Sunday, May 15, 2011

Blind Date


           My eyes scanned each male who entered the Java Java Coffee House alone and took a seat by himself. Two men had done so in the last ten minutes. Each time my heart thumped, and I wondered, Is this my blind date?
I had arrived early—my date was for five o'clock this afternoon—and had taken a seat by myself in a corner at a table for two, where I had a great view of the front door and of the rest of
the Java Java patrons. I felt as if I wanted to chew my fingernails off. Would I be stood up? Or worse, would my date waltz in, take one look at me, and scurry out?
My hand shaking a bit, I carefully sipped my coffee. I tried to appear casual—just a forty-year-old widow on her first blind date, a woman who hadn't dated anyone in twenty years, a woman who wasn't nervous or frightened. Almost ready to bail.
The first man who came in alone and slumped into a chair two tables away from me couldn't be my date. True, he looked my age, but he was overweight and bald, glasses perched on the end of his nose. My best friend Elaine had set this date up. Henry Stone, my date, was her husband's friend. The two men worked for the same engineering firm. Like me, Henry had lost his spouse to cancer several years ago. Elaine said he was tall, good-looking, and clean-cut, though very hesitant about dating. "But not to worry," she assured me. "Dating again will be a great adventure. Better than planned. You'll be the perfect couple."
I'd brought a hardcover book with me so I could appear to be a lady who'd stopped for coffee to relax while she read. I held up my book. Last Kiss. A mystery. I flipped to the first page, but I couldn't concentrate.
I felt someone staring at me. Has to be nerves.
Over the top of the book, I glanced at the other man who had come in alone, bought coffee, and had taken a seat up front by the big glass window. Sandy-haired and dressed casually in a blue polo shirt and new jeans, he certainly looked tall and clean-cut. Handsome, too.
I realized I was staring at Mr. Handsome. He was staring back. He looked strangely familiar. How can that be?
I gulped. I blushed.
He smiled now, and I smiled back. My heart started pounding. He got up and ambled toward me, his coffee in hand. Oh my gosh! He is my date!
I closed my book and laid it next to my coffee.
"How do you like the novel?" he asked.
I gazed up into the warmest, killer blue eyes I'd ever seen. I felt my pulse in my throat. "I...I was just starting it."
He looked sheepish. "Um...I hope you don't think I'm off base here—"
"Not at all." My words sounded like a croak.
"Would you like a cinnamon roll with your coffee?"
"Yes...yes...of course," I said, hoping I hadn't sounded too eager. When he turned toward the counter, my cell phone chirped. Elaine's text message said: So sorry. Henry phoned. Said he couldn't make it. Jerk!
I nearly fell off my chair. Who I had just—?
The handsome, sandy-haired man appeared with a monster cinnamon roll on a plate along with two pads of butter, plastic knives and forks, and napkins.  "I wrote the book you're reading," he said, sitting across from me and flipping Last Kiss over. "I'm a local author. See. There's my picture on the back cover. I was wondering what you thought. About the book," he added, and smiled.
His picture and a blurb filled the book's back cover. Robert Cruz was a retired police officer, forty-three, who had used his vast experience in law enforcement to pen his first novel.
"I just made arrangements," he said, for a book signing with Readmore Book Store. I decided to stop for coffee. I spotted you, my book in your hand..." He cleared his throat. "Are you all right?"
I couldn't catch my breath. I must have appeared pale. "This is so weird."
Why fib? I told him my name—Susan Crosby—and explained about my blind date, how I thought he—Robert Cruz—was my date...and well, yes, and how I'd been stood up. We laughed. We split the roll. Buttered it. Delicious. We chatted. I discovered he was divorced long ago; I told him about my husband's death. Finally I said, "I've never met a famous author before."
"You still haven't," he said, and smiled. "And I've never been anyone's blind date..." He looked sheepish again. "That is...um, if you wouldn't mind, Susan."
I ate my last morsel of the cinnamon roll and drank my last drop of coffee, sweetness and warmth flowing through me. "Not at all. This adventure," I said, "is turning out better than planned."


▶ **Required work**
Read the entries that follow and give each one again precisely.
Segment Start: Data supplied
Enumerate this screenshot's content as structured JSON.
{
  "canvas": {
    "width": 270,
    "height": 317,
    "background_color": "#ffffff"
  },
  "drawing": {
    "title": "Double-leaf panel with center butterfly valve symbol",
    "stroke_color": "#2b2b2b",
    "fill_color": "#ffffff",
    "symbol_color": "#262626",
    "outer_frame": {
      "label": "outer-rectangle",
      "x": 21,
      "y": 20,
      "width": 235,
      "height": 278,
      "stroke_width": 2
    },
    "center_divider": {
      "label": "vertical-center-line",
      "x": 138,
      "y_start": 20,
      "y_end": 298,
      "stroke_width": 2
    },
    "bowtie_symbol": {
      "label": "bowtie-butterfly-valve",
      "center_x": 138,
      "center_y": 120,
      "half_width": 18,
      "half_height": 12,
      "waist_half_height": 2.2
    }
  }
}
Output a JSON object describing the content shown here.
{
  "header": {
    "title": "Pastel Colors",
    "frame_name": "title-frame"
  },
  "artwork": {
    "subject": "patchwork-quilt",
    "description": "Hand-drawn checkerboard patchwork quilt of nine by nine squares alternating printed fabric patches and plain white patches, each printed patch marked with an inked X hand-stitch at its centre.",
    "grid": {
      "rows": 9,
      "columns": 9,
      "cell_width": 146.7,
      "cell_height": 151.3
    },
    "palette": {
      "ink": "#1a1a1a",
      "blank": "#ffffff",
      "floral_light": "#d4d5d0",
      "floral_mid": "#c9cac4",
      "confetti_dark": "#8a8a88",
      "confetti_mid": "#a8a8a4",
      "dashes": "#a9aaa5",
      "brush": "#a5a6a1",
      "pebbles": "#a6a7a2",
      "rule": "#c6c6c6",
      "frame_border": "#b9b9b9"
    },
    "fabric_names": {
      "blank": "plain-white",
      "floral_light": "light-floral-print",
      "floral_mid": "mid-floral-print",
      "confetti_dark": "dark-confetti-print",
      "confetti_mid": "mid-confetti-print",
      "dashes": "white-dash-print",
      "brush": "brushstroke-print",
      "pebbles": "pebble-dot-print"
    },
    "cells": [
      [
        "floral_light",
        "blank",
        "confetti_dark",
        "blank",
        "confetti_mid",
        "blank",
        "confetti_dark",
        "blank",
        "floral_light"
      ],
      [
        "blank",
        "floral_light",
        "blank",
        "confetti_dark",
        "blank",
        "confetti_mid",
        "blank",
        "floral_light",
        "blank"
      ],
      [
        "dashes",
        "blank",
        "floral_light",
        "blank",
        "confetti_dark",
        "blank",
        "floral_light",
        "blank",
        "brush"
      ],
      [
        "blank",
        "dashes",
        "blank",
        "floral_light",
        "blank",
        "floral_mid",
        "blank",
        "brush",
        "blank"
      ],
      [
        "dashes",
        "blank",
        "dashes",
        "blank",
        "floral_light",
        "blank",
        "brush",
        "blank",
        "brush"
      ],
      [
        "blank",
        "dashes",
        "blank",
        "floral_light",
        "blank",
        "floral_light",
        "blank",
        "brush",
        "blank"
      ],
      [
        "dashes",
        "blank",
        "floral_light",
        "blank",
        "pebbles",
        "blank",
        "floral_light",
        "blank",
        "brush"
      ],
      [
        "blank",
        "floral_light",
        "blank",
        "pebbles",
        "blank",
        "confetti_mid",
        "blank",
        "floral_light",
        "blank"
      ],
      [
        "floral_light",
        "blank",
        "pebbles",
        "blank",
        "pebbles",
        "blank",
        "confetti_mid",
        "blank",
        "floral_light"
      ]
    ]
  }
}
Segment End: Data supplied
▶ **Output below**
Enumerate this screenshot's content as structured JSON.
{
  "canvas": {
    "width": 270,
    "height": 317,
    "background_color": "#ffffff"
  },
  "drawing": {
    "title": "Double-leaf panel with center butterfly valve symbol",
    "stroke_color": "#2b2b2b",
    "fill_color": "#ffffff",
    "symbol_color": "#262626",
    "outer_frame": {
      "label": "outer-rectangle",
      "x": 21,
      "y": 20,
      "width": 235,
      "height": 278,
      "stroke_width": 2
    },
    "center_divider": {
      "label": "vertical-center-line",
      "x": 138,
      "y_start": 20,
      "y_end": 298,
      "stroke_width": 2
    },
    "bowtie_symbol": {
      "label": "bowtie-butterfly-valve",
      "center_x": 138,
      "center_y": 120,
      "half_width": 18,
      "half_height": 12,
      "waist_half_height": 2.2
    }
  }
}
Output a JSON object describing the content shown here.
{
  "header": {
    "title": "Pastel Colors",
    "frame_name": "title-frame"
  },
  "artwork": {
    "subject": "patchwork-quilt",
    "description": "Hand-drawn checkerboard patchwork quilt of nine by nine squares alternating printed fabric patches and plain white patches, each printed patch marked with an inked X hand-stitch at its centre.",
    "grid": {
      "rows": 9,
      "columns": 9,
      "cell_width": 146.7,
      "cell_height": 151.3
    },
    "palette": {
      "ink": "#1a1a1a",
      "blank": "#ffffff",
      "floral_light": "#d4d5d0",
      "floral_mid": "#c9cac4",
      "confetti_dark": "#8a8a88",
      "confetti_mid": "#a8a8a4",
      "dashes": "#a9aaa5",
      "brush": "#a5a6a1",
      "pebbles": "#a6a7a2",
      "rule": "#c6c6c6",
      "frame_border": "#b9b9b9"
    },
    "fabric_names": {
      "blank": "plain-white",
      "floral_light": "light-floral-print",
      "floral_mid": "mid-floral-print",
      "confetti_dark": "dark-confetti-print",
      "confetti_mid": "mid-confetti-print",
      "dashes": "white-dash-print",
      "brush": "brushstroke-print",
      "pebbles": "pebble-dot-print"
    },
    "cells": [
      [
        "floral_light",
        "blank",
        "confetti_dark",
        "blank",
        "confetti_mid",
        "blank",
        "confetti_dark",
        "blank",
        "floral_light"
      ],
      [
        "blank",
        "floral_light",
        "blank",
        "confetti_dark",
        "blank",
        "confetti_mid",
        "blank",
        "floral_light",
        "blank"
      ],
      [
        "dashes",
        "blank",
        "floral_light",
        "blank",
        "confetti_dark",
        "blank",
        "floral_light",
        "blank",
        "brush"
      ],
      [
        "blank",
        "dashes",
        "blank",
        "floral_light",
        "blank",
        "floral_mid",
        "blank",
        "brush",
        "blank"
      ],
      [
        "dashes",
        "blank",
        "dashes",
        "blank",
        "floral_light",
        "blank",
        "brush",
        "blank",
        "brush"
      ],
      [
        "blank",
        "dashes",
        "blank",
        "floral_light",
        "blank",
        "floral_light",
        "blank",
        "brush",
        "blank"
      ],
      [
        "dashes",
        "blank",
        "floral_light",
        "blank",
        "pebbles",
        "blank",
        "floral_light",
        "blank",
        "brush"
      ],
      [
        "blank",
        "floral_light",
        "blank",
        "pebbles",
        "blank",
        "confetti_mid",
        "blank",
        "floral_light",
        "blank"
      ],
      [
        "floral_light",
        "blank",
        "pebbles",
        "blank",
        "pebbles",
        "blank",
        "confetti_mid",
        "blank",
        "floral_light"
      ]
    ]
  }
}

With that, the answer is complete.